The man steps closer to Benny now, and she feels a buzz run up both sides of her face. His cologne is a smoky kind of thing that triggers a slight churning below her navel. Benny has never understood what draws her to a person. She only knows it when an individual who crosses her radar sets off a ping.
Ping.
“You are a girl, right?” the man asks.
“Woman.”
“Oh, right, sorry.”
Inside her costume, Benny smiles.
“Did you know,” Benny says, “that a gang of meerkats is led by an alpha pair, and that the dominant member of that pair is the female?”
He is peering at her through the costume’s eye holes. A smile crinkles the skin around his eyes.
“Do meerkats drink coffee?” he says.
The head of Benny’s costume tips to the side. This man has never seen Benny. He does not even know the shape of her. And yet he is interested.
Ping.
How it will end: Benny doesn’t know yet, but already this is a gift, this openness to try love again.
More Than Life
The sound of metal clicking over metal pulls Marble out of her stupor. She is sitting alone in the half light, holding a cold cup of tea in her lap. She hasn’t told her parents she’s back in the UK, that she’s been sitting alone in the apartment here for two days. They’ve already had that long, painful conversation with her about her adoption, their voices muddied with tears, and they have been largely silent since then, getting in touch only to be sure that she’d arrived safely in California, and that she’d flown back to Italy all right. They didn’t ask how things went. She knew they wouldn’t. They would be waiting for her to say something first.
Marble’s attitude toward her parents has already softened since then. She has learned from Eleanor Bennett’s message that her parents kept the name that had been chosen by her birth mother. Baby Mathilda became Mabel Mathilda and, even when she changed her first name to Marble, her longtime nickname, she unwittingly held on to the name of her biological grandmother. Her parents may not have wanted to admit that she was adopted but they hadn’t erased every trace of her birth mother, either.
When Marble hears the key turning in the lock, she worries about a break-in, but then she remembers the orchids. Her mother always comes to water the plants, which Marble insists on keeping, despite the fact that she spends most of her time elsewhere. Her mum is perennially worried about opening the door and finding the orchids dead, but Marble reminds her that orchids are hardy creatures, that orchids grow naturally on every continent, that there is an orchid in someone’s garden in Singapore that has been blooming for well over a century.
“Marble!” her mother says.
Marble doesn’t get up, doesn’t feel she can. She looks at this petite woman standing before her. Her mum’s hair, originally a dark blond, has taken on brilliant streaks in recent years, the hairdresser’s artistry mixing in with her natural white. She gives Marble one long look, walks over to the sofa, takes the cup and saucer from her, and places it on the coffee table. Then she sits down next to her and takes one of Marble’s hands in hers.
Marble plays the recording for her mother. She waits until her mother has finished shedding tears. Later, they will share it with Marble’s father. They will let him listen to the voice of this woman who sounds so much like his own daughter. They will let him hear the part where Eleanor Bennett says what a beautiful, accomplished woman Baby Mathilda has turned out to be and that it is all to their credit.
They will let Marble’s father read the letter where Eleanor says she is forever grateful to him and his wife for giving her baby a safe and loving home and, if they have felt for Marble even a fraction of what she felt the first time she nursed her baby, then she knows that they must love her more than anything in the world, they must love her more than life itself.
Reunion
A cool vapor rises from the aluminum foil as Benny pulls the black cake out of the freezer. This is what Eleanor Bennett wanted, all three of her children together. Marble has come back. It took her a full month since her last message to get in touch but here they are again, in the kitchen where Benny used to spend entire days baking with her mother, at the table where Benny and Byron ate most of their meals growing up. In the house where their mother nursed a yearning for her firstborn daughter who was lost but who finally has been found.
Byron and Benny take some solace in knowing that their mother didn’t die before learning where her eldest daughter was and who she had become. Their mother left this world believing that one day all three of her children would be here in this room together to fulfill her dying request. When Marble ran back to England after hearing their mother’s private message for her, Byron thought they might never see her again, but Benny never doubted that they would. Nor did Mr. Mitch, who continued to make arrangements according to their mother’s wishes. There are trips to be made, he tells them, people their mother wanted them to see.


EXERCISE OBJECTIVE
Only lines containing "presented" belong in the answer, each copied from the entries below.
[DATA SUPPLIED Boundary: Start]
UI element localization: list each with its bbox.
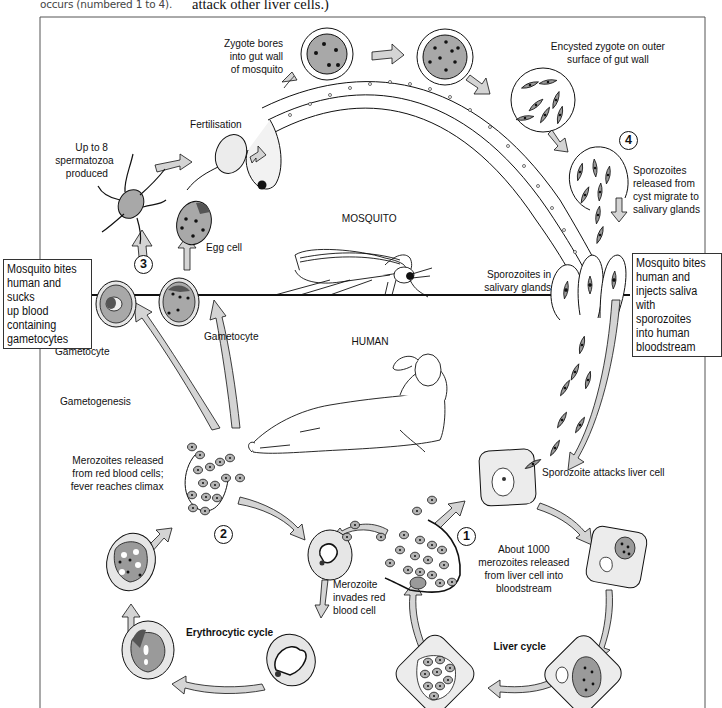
region-label-human: HUMAN bbox=[352, 335, 389, 348]
rbc-schizont-early bbox=[122, 621, 174, 679]
rbc-schizont-mature bbox=[100, 528, 161, 596]
label-spermatozoa: Up to 8 spermatozoa produced bbox=[55, 141, 108, 180]
label-sporozoite-attacks: Sporozoite attacks liver cell bbox=[542, 466, 665, 479]
liver-cell-infected bbox=[479, 449, 542, 507]
label-sporozoites-glands: Sporozoites in salivary glands bbox=[484, 268, 551, 294]
stage-number-2: 2 bbox=[214, 525, 233, 544]
rbc-merozoite-entering bbox=[308, 530, 352, 580]
human-illustration bbox=[249, 354, 447, 453]
oocyst-early bbox=[301, 28, 353, 80]
fertilised-egg bbox=[187, 130, 252, 190]
liver-cell-developing bbox=[585, 525, 649, 590]
label-liver-cycle: Liver cycle bbox=[494, 640, 546, 653]
callout-mosquito-injects: Mosquito bites human and injects saliva … bbox=[632, 253, 722, 357]
liver-cell-merozoites bbox=[391, 630, 479, 708]
stage-number-1: 1 bbox=[457, 527, 476, 546]
label-gametogenesis: Gametogenesis bbox=[60, 395, 131, 408]
label-erythrocytic-cycle: Erythrocytic cycle bbox=[186, 626, 273, 639]
label-encysted-zygote: Encysted zygote on outer surface of gut … bbox=[551, 40, 665, 66]
callout-stage-3: Mosquito bites human and sucks up blood … bbox=[3, 259, 92, 349]
callout-mosquito-injects-text: Mosquito bites human and injects saliva … bbox=[636, 256, 710, 354]
stage-number-3: 3 bbox=[134, 255, 153, 274]
region-label-mosquito: MOSQUITO bbox=[342, 212, 397, 225]
label-stage-4: Sporozoites released from cyst migrate t… bbox=[633, 164, 700, 216]
bursting-cyst bbox=[569, 147, 628, 244]
oocyst-mature bbox=[417, 29, 473, 85]
gametocyte-female bbox=[159, 278, 199, 326]
label-fertilisation: Fertilisation bbox=[190, 118, 242, 131]
label-merozoite-invades: Merozoite invades red blood cell bbox=[333, 578, 385, 617]
label-gametocyte-right: Gametocyte bbox=[204, 330, 259, 343]
mosquito-illustration bbox=[275, 249, 432, 297]
label-stage-1: About 1000 merozoites released from live… bbox=[478, 543, 569, 595]
stage-number-4: 4 bbox=[619, 131, 638, 150]
callout-stage-3-text: Mosquito bites human and sucks up blood … bbox=[7, 262, 80, 346]
label-zygote-bores: Zygote bores into gut wall of mosquito bbox=[224, 37, 283, 76]
label-stage-2: Merozoites released from red blood cells… bbox=[71, 454, 164, 493]
rbc-burst bbox=[185, 443, 244, 515]
label-egg-cell: Egg cell bbox=[206, 241, 242, 254]
liver-cell-schizont bbox=[540, 631, 626, 708]
gametocyte-male bbox=[96, 281, 136, 327]
encysted-zygote bbox=[511, 68, 575, 132]
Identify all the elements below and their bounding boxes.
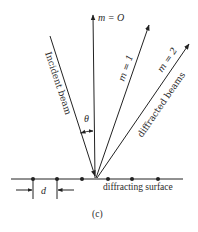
diffracted-beams-label: diffracted beams <box>135 70 187 139</box>
m1-label: m = 1 <box>116 53 135 82</box>
m2-label: m = 2 <box>155 46 179 75</box>
incident-beam-arrow <box>50 36 95 176</box>
m0-beam-arrow <box>93 15 95 178</box>
spacing-d-label: d <box>41 185 46 196</box>
surface-label: diffracting surface <box>103 182 173 192</box>
figure-caption: (c) <box>92 209 103 219</box>
theta-arc <box>80 131 93 133</box>
theta-label: θ <box>84 113 89 124</box>
diffraction-diagram: Incident beam m = 1 m = 2 diffracted bea… <box>0 0 198 232</box>
m0-label: m = O <box>98 12 124 23</box>
m1-beam-arrow <box>96 25 149 178</box>
m2-beam-arrow <box>97 44 189 178</box>
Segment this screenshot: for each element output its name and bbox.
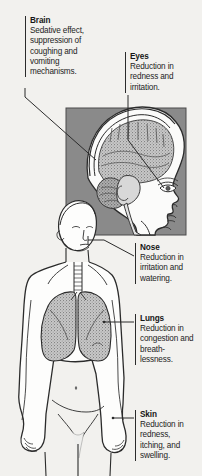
callout-lungs: Lungs Reduction in congestion and breath… [135,314,197,365]
callout-skin-title: Skin [140,410,197,420]
callout-nose: Nose Reduction in irritation and waterin… [135,243,197,284]
callout-nose-title: Nose [140,243,197,253]
callout-eyes-title: Eyes [130,52,191,62]
leader-nose [88,240,134,256]
callout-nose-body: Reduction in irritation and watering. [140,253,197,284]
illustration-page: Brain Sedative effect, suppression of co… [0,0,202,476]
callout-brain: Brain Sedative effect, suppression of co… [25,16,97,77]
callout-lungs-body: Reduction in congestion and breath-lessn… [140,324,197,365]
body-figure [19,201,126,476]
callout-skin: Skin Reduction in redness, itching, and … [135,410,197,461]
callout-eyes-body: Reduction in redness and irritation. [130,62,191,93]
callout-brain-body: Sedative effect, suppression of coughing… [30,26,97,77]
callout-eyes: Eyes Reduction in redness and irritation… [125,52,191,93]
callout-lungs-title: Lungs [140,314,197,324]
callout-skin-body: Reduction in redness, itching, and swell… [140,420,197,461]
callout-brain-title: Brain [30,16,97,26]
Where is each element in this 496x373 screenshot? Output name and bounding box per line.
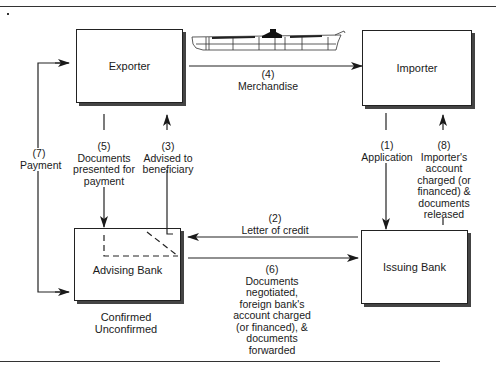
flow-8-line: released [416, 209, 472, 221]
exporter-label: Exporter [109, 60, 151, 72]
flow-3-line: beneficiary [140, 164, 196, 176]
flow-1-text: Application [360, 152, 414, 164]
flow-4-label: (4) Merchandise [228, 69, 308, 92]
flow-7-label: (7) Payment [20, 148, 58, 171]
flow-8-line: financed) & [416, 186, 472, 198]
flow-8-label: (8) Importer's account charged (or finan… [416, 140, 472, 221]
flow-5-label: (5) Documents presented for payment [72, 141, 136, 187]
flow-5-step: (5) [72, 141, 136, 153]
flow-4-text: Merchandise [228, 81, 308, 93]
flow-2-text: Letter of credit [230, 225, 320, 237]
caption-confirmed: Confirmed [90, 311, 162, 323]
importer-node: Importer [362, 30, 472, 106]
flow-3-label: (3) Advised to beneficiary [140, 141, 196, 176]
advising-bank-caption: Confirmed Unconfirmed [90, 311, 162, 335]
importer-label: Importer [397, 62, 438, 74]
flow-2-step: (2) [230, 213, 320, 225]
flow-5-line: presented for [72, 164, 136, 176]
flow-6-line: negotiated, [230, 287, 314, 299]
flow-6-step: (6) [230, 264, 314, 276]
flow-6-line: documents [230, 333, 314, 345]
caption-unconfirmed: Unconfirmed [90, 323, 162, 335]
flow-8-line: account [416, 163, 472, 175]
flow-7-text: Payment [20, 160, 58, 172]
flow-1-label: (1) Application [360, 140, 414, 163]
flow-6-line: forwarded [230, 345, 314, 357]
flow-8-step: (8) [416, 140, 472, 152]
flow-3-step: (3) [140, 141, 196, 153]
flow-6-label: (6) Documents negotiated, foreign bank's… [230, 264, 314, 356]
flow-2-label: (2) Letter of credit [230, 213, 320, 236]
advising-bank-label: Advising Bank [93, 264, 163, 276]
flow-6-line: account charged [230, 310, 314, 322]
flow-4-step: (4) [228, 69, 308, 81]
exporter-node: Exporter [76, 29, 183, 103]
flow-1-step: (1) [360, 140, 414, 152]
issuing-bank-label: Issuing Bank [383, 261, 446, 273]
advising-bank-node: Advising Bank [74, 228, 181, 301]
issuing-bank-node: Issuing Bank [361, 230, 468, 304]
flow-7-step: (7) [20, 148, 58, 160]
flow-5-line: payment [72, 176, 136, 188]
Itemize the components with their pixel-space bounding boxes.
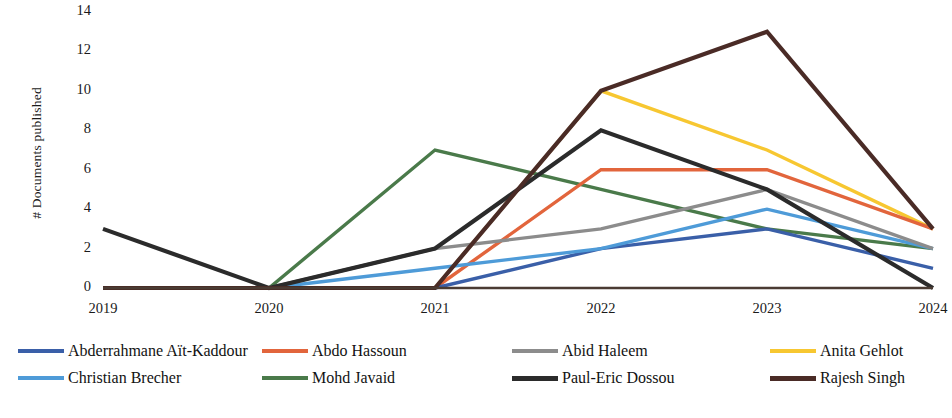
[DATA SUPPLIED Boundary: End]
COMPLETED TASK
flow-5-label: (5) Documents presented for payment [72, 141, 136, 187]
flow-5-line: presented for [72, 164, 136, 176]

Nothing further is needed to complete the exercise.